Event — Indian Ocean Lecture Series

POSTPONED The age of revolutions from the Southwest Indian Ocean

Postponed until further notice in connection with the Corona measures.

 

This lecture arises out of my forthcoming book Waves Across the South: A New History of Revolution and Empire. This extract from the book will focus on Mauritius as it moved from French to British rule and as it served as a magnet in the age of revolutions.

Lunch Lecture by Sujit Sivasundaram from the University of Cambridge, U.K.

Organised by the Leiden Centre for Indian Ocean Studies (IIAS; KITLV; Leiden University).

This lecture arises out of my forthcoming book Waves Across the South: A New History of Revolution and Empire. This book relocates and repopulates the long-standing historical label of the ‘age of revolutions’, by moving to the Indian and Pacific Oceans. In doing this it charts a lineage of rights, state-making, selfhood and knowledge-making from the global South for this period thus decentring the Euro-Atlantic’s age of revolutions. It also analyses the ascendance of the British empire as a counter-revolt. The book foregrounds specific ‘small seas’ and one of these is the southwest Indian Ocean, encompassing the Cape Colony, Mauritius, Madagascar and the region’s connections with South Asia. This lecture will focus on Mauritius as it moved from French to British rule and as it served as a magnet in the age of revolutions, as news of the French Revolution saw the setting up of republican assemblies and as Mauritius took up a place in the diplomatic politics of the era. A particular focus here is an embassy from Tipu Sultan of Mysore. Mauritius then fell to the British in 1810, though this too was not a watershed nor was it an isolated event in the rise of a British empire across the Indian Ocean. Bids for the colony to be set free from Britain continued into the 1840s. By tracking Mauritius like this, set in a wider oceanic landscape, the aim is to illustrate the potential of working with particular and often forgotten sites set in an Indian ocean landscape which itself was in flux between different modes of politics and imperialism.

Sujit Sivasundaram is Professor of World History at the University of Cambridge; Fellow, Gonville and Caius College, Cambridge and Director of the University of Cambridge's Centre of South Asian Studies. His previous books include Islanded: Britain, Sri Lanka and the Bounds of an Indian Ocean Colony (2013) and Nature and the Godly Empire: Science and Evangelical Mission in the Pacific, 1795-1850 (2005). In 2012 he won a Philip Leverhulme Prize for History awarded in the UK for distinguished contributions to research by early-career scholars. He works on the late-eighteenth and early-nineteenth-century histories of the Indian and Pacific oceans, looking in particular at the intersections of knowledge, culture, indigeneity and empire. His work has intervened in debates on the future of the history of science in a global context. He has also contributed to the historiography of race, environment and oceanic history.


§ Task directions
Using the entries below, show all lines with the string "Synthesis".

======== Exercise input ========

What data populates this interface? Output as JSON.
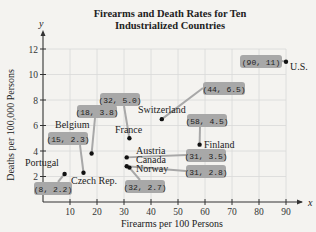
{
  "chart_data": {
    "type": "scatter",
    "title": "Firearms and Death Rates for Ten Industrialized Countries",
    "title_lines": [
      "Firearms and Death Rates for Ten",
      "Industrialized Countries"
    ],
    "xlabel": "Firearms per 100 Persons",
    "ylabel": "Deaths per 100,000 Persons",
    "x_axis_letter": "x",
    "y_axis_letter": "y",
    "xlim": [
      0,
      95
    ],
    "ylim": [
      0,
      12.5
    ],
    "xticks": [
      10,
      20,
      30,
      40,
      50,
      60,
      70,
      80,
      90
    ],
    "yticks": [
      2,
      4,
      6,
      8,
      10,
      12
    ],
    "grid": true,
    "points": [
      {
        "country": "U.S.",
        "x": 90,
        "y": 11,
        "label": "(90, 11)"
      },
      {
        "country": "Switzerland",
        "x": 44,
        "y": 6.5,
        "label": "(44, 6.5)"
      },
      {
        "country": "Finland",
        "x": 58,
        "y": 4.5,
        "label": "(58, 4.5)"
      },
      {
        "country": "France",
        "x": 32,
        "y": 5.0,
        "label": "(32, 5.0)"
      },
      {
        "country": "Belgium",
        "x": 18,
        "y": 3.8,
        "label": "(18, 3.8)"
      },
      {
        "country": "Austria",
        "x": 31,
        "y": 3.5,
        "label": "(31, 3.5)"
      },
      {
        "country": "Canada",
        "x": 31,
        "y": 2.8,
        "label": "(31, 2.8)"
      },
      {
        "country": "Norway",
        "x": 32,
        "y": 2.7,
        "label": "(32, 2.7)"
      },
      {
        "country": "Czech Rep.",
        "x": 15,
        "y": 2.3,
        "label": "(15, 2.3)"
      },
      {
        "country": "Portugal",
        "x": 8,
        "y": 2.2,
        "label": "(8, 2.2)"
      }
    ]
  },
  "colors": {
    "background": "#f4f3f0",
    "grid": "#d8d8d8",
    "axis": "#333333",
    "callout": "#a8a8a8",
    "point": "#111111"
  }
}
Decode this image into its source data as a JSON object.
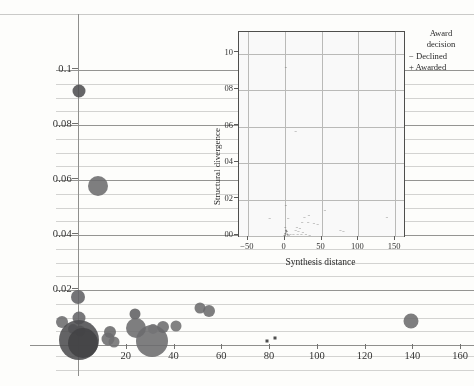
{
  "chart_data": [
    {
      "type": "scatter",
      "name": "main-bubble-chart",
      "title": "",
      "xlabel": "",
      "ylabel": "",
      "xlim": [
        -8,
        168
      ],
      "ylim": [
        0.0,
        0.104
      ],
      "grid": true,
      "xticks": [
        20,
        40,
        60,
        80,
        100,
        120,
        140,
        160
      ],
      "yticks": [
        0.02,
        0.04,
        0.06,
        0.08,
        0.1
      ],
      "ytick_labels": [
        "0.02",
        "0.04",
        "0.06",
        "0.08",
        "0.1"
      ],
      "xtick_labels": [
        "20",
        "40",
        "60",
        "80",
        "100",
        "120",
        "140",
        "160"
      ],
      "bubble_color": "#6e6e70",
      "points": [
        {
          "x": 0.5,
          "y": 0.0925,
          "size": 13,
          "shade": "#4c4c4e"
        },
        {
          "x": 8.5,
          "y": 0.0578,
          "size": 20,
          "shade": "#6a6a6c"
        },
        {
          "x": 0.2,
          "y": 0.0175,
          "size": 14,
          "shade": "#5f5f62"
        },
        {
          "x": -6.5,
          "y": 0.0085,
          "size": 12,
          "shade": "#6a6a6c"
        },
        {
          "x": 0.4,
          "y": 0.0098,
          "size": 13,
          "shade": "#626265"
        },
        {
          "x": -2.0,
          "y": 0.006,
          "size": 10,
          "shade": "#6c6c6e"
        },
        {
          "x": 0.8,
          "y": 0.0052,
          "size": 11,
          "shade": "#6a6a6c"
        },
        {
          "x": 0.6,
          "y": 0.0018,
          "size": 40,
          "shade": "#4a4a4c"
        },
        {
          "x": 2.0,
          "y": 0.0006,
          "size": 30,
          "shade": "#3f3f41"
        },
        {
          "x": 13.5,
          "y": 0.0048,
          "size": 12,
          "shade": "#666668"
        },
        {
          "x": 12.5,
          "y": 0.0022,
          "size": 13,
          "shade": "#6a6a6c"
        },
        {
          "x": 15.0,
          "y": 0.001,
          "size": 11,
          "shade": "#6e6e70"
        },
        {
          "x": 24.0,
          "y": 0.0112,
          "size": 11,
          "shade": "#5d5d60"
        },
        {
          "x": 24.5,
          "y": 0.0062,
          "size": 20,
          "shade": "#6a6a6c"
        },
        {
          "x": 31.0,
          "y": 0.0015,
          "size": 32,
          "shade": "#6a6a6c"
        },
        {
          "x": 31.5,
          "y": 0.006,
          "size": 10,
          "shade": "#727274"
        },
        {
          "x": 35.5,
          "y": 0.0065,
          "size": 12,
          "shade": "#6a6a6c"
        },
        {
          "x": 41.0,
          "y": 0.0068,
          "size": 11,
          "shade": "#6e6e70"
        },
        {
          "x": 51.0,
          "y": 0.0136,
          "size": 11,
          "shade": "#6a6a6c"
        },
        {
          "x": 55.0,
          "y": 0.0125,
          "size": 12,
          "shade": "#6a6a6c"
        },
        {
          "x": 139.5,
          "y": 0.0088,
          "size": 15,
          "shade": "#6a6a6c"
        }
      ],
      "small_markers": [
        {
          "x": 79.0,
          "y": 0.0014
        },
        {
          "x": 82.5,
          "y": 0.0025
        }
      ]
    },
    {
      "type": "scatter",
      "name": "inset-scatter",
      "title": "",
      "xlabel": "Synthesis distance",
      "ylabel": "Structural divergence",
      "xlim": [
        -62,
        162
      ],
      "ylim": [
        0.0,
        0.0112
      ],
      "grid": true,
      "xticks": [
        -50,
        0,
        50,
        100,
        150
      ],
      "xtick_labels": [
        "−50",
        "0",
        "50",
        "100",
        "150"
      ],
      "yticks": [
        0.0,
        0.002,
        0.004,
        0.006,
        0.008,
        0.01
      ],
      "ytick_labels": [
        "00",
        "02",
        "04",
        "06",
        "08",
        "10"
      ],
      "points": [
        {
          "x": 2,
          "y": 0.0092,
          "mark": "−"
        },
        {
          "x": 15,
          "y": 0.00573,
          "mark": "−"
        },
        {
          "x": 2,
          "y": 0.00166,
          "mark": "−"
        },
        {
          "x": 55,
          "y": 0.00136,
          "mark": "−"
        },
        {
          "x": 33,
          "y": 0.00112,
          "mark": "−"
        },
        {
          "x": -20,
          "y": 0.00094,
          "mark": "−"
        },
        {
          "x": 139,
          "y": 0.001,
          "mark": "−"
        },
        {
          "x": 5,
          "y": 0.00094,
          "mark": "−"
        },
        {
          "x": 27,
          "y": 0.001,
          "mark": "−"
        },
        {
          "x": 24,
          "y": 0.00074,
          "mark": "−"
        },
        {
          "x": 32,
          "y": 0.00072,
          "mark": "−"
        },
        {
          "x": 40,
          "y": 0.00066,
          "mark": "−"
        },
        {
          "x": 45,
          "y": 0.00062,
          "mark": "−"
        },
        {
          "x": 1,
          "y": 0.00046,
          "mark": "−"
        },
        {
          "x": 17,
          "y": 0.00044,
          "mark": "−"
        },
        {
          "x": 21,
          "y": 0.0004,
          "mark": "−"
        },
        {
          "x": 2,
          "y": 0.0003,
          "mark": "+"
        },
        {
          "x": 3,
          "y": 0.00022,
          "mark": "+"
        },
        {
          "x": 15,
          "y": 0.00026,
          "mark": "−"
        },
        {
          "x": 19,
          "y": 0.0002,
          "mark": "−"
        },
        {
          "x": 25,
          "y": 0.00018,
          "mark": "−"
        },
        {
          "x": 76,
          "y": 0.00026,
          "mark": "−"
        },
        {
          "x": 80,
          "y": 0.0002,
          "mark": "−"
        },
        {
          "x": 1,
          "y": 0.00012,
          "mark": "+"
        },
        {
          "x": 4,
          "y": 8e-05,
          "mark": "+"
        },
        {
          "x": 8,
          "y": 6e-05,
          "mark": "−"
        },
        {
          "x": 12,
          "y": 6e-05,
          "mark": "−"
        },
        {
          "x": 18,
          "y": 4e-05,
          "mark": "−"
        },
        {
          "x": 23,
          "y": 4e-05,
          "mark": "−"
        },
        {
          "x": 29,
          "y": 4e-05,
          "mark": "−"
        },
        {
          "x": 0,
          "y": 2e-05,
          "mark": "+"
        },
        {
          "x": 6,
          "y": 2e-05,
          "mark": "−"
        },
        {
          "x": 34,
          "y": 2e-05,
          "mark": "−"
        }
      ]
    }
  ],
  "legend": {
    "title_line1": "Award",
    "title_line2": "decision",
    "entries": [
      {
        "symbol": "−",
        "label": "Declined"
      },
      {
        "symbol": "+",
        "label": "Awarded"
      }
    ]
  },
  "inset": {
    "xlabel": "Synthesis distance",
    "ylabel": "Structural divergence"
  }
}
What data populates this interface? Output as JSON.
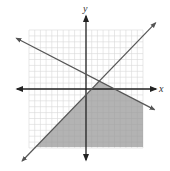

========

§ Result
      "xlabel": "Synthesis distance",
    "xlabel": "Synthesis distance",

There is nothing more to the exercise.